Synopsis
Englishman Andrew Harvey was born in South India, where be lived until the age of nine when he was sent to England to be educated. He attended Oxford, and at age twenty-one received England's highest academic honor, becoming the youngest Fellow of All Soul's College in its history. A prolific writer, Harvey is the author of over ten books, including Journey to Ladakh (1983). He collaborated with Sogyal Rinpoche on the bestselling Tibetan Book of Living and Dying (1991), which presents the Tibetan Buddhist view of death and the nature of the mind.
Despite his success as a scholar, educator, writer, and poet, Harvey experienced intense dissatisfaction at the disparities and inequities of the patriarchal, rationalist Western tradition and longed for the spiritual richness of his boyhood in India. In 1977 he returned to India and immersed himself in its culture, philosophy, and spirituality, studying at the ashram of the Bengali mystic Sri Aurobindo. The next year Harvey traveled to Pondicherry to meet Kamala Reddy (Mother Meera), an Indian woman then only seventeen years old who her followers believe is an avatar, a living incarnation of the Divine Presence. With Mother Meera Harvey underwent a series of profound mystical experiences, but remained reticent to commit to her as his spiritual mentor. He returned to the West and taught in the United States for the next seven years while continuing to make regular pilgrimages to India. There, Harvey studied with the Tibetan Buddhist Master Thuksey Rinpoche. In 1986 he presented himself to Mother Meera and lived for a year at her home in Germany. His critically acclaimed Hidden Journey: A Spiritual Awakening (1991) describes his work with the Divine Mother, and brought international attenion to master and disciple. Based now in Paris, Harvey is the subject of a 1993 documentary, The Making of a Mystic.
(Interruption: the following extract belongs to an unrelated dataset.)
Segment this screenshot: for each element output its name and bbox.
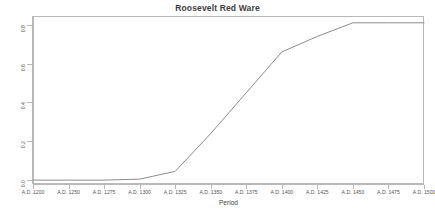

The Way of Passion: A Celebration of Rumi follows Harvey's Love's Fire (1988) and Speaking Flame (1989), two re-creations of the poems of Jalal-ud-Din Rumi that have helped to revive popular awareness of the Sufi mystical tradition through the work of this great thirteenth-century mystic and poet. The Way of Passion is adapted from an extraordinary series of lectures Harvey delivered at the California Institute of Integral Studies in San Francisco in Spring 1993, presenting Rumi's ecstatic vision of spiritual surrender and union as a guide to the contemporary spiritual and ecological crisis. Harvey emphasizes that we must transform the spiritual barrenness at the heart of modern Western life to change its devastating global consequences. This visionary and vital work transmits the urgency, passion, and intensity of Rumi's message to our times.
Reviews
Harvey is probably best known for Hidden Journey (Viking, 1991), in which he details his spiritual surrender to the Indian mystic Mother Meera. He has since found in the mystic poetry of the 13th-century Sufi master Rumi a distillation of the message that he believes Mother Meera embodies and that the world cannot afford to ignore. "I believe we are all in the last moments of a civilization," Harvey writes. "What is at stake is the whole human experiment." Some will find this fixation on the imminent apocalypse distracting. Taken from a series of lectures given in 1993, the book is probably of greatest interest to those having some prior familiarity with the poetry. Harvey's passion and enthusiasm often lead to hyperbole, and his interpretation of Rumi, while compelling, needs to be absorbed slowly and with a critical eye. For collections with an interest in Sufism or mysticism in general.
Mark Woodhouse, Elmira Coll. Lib., N.Y.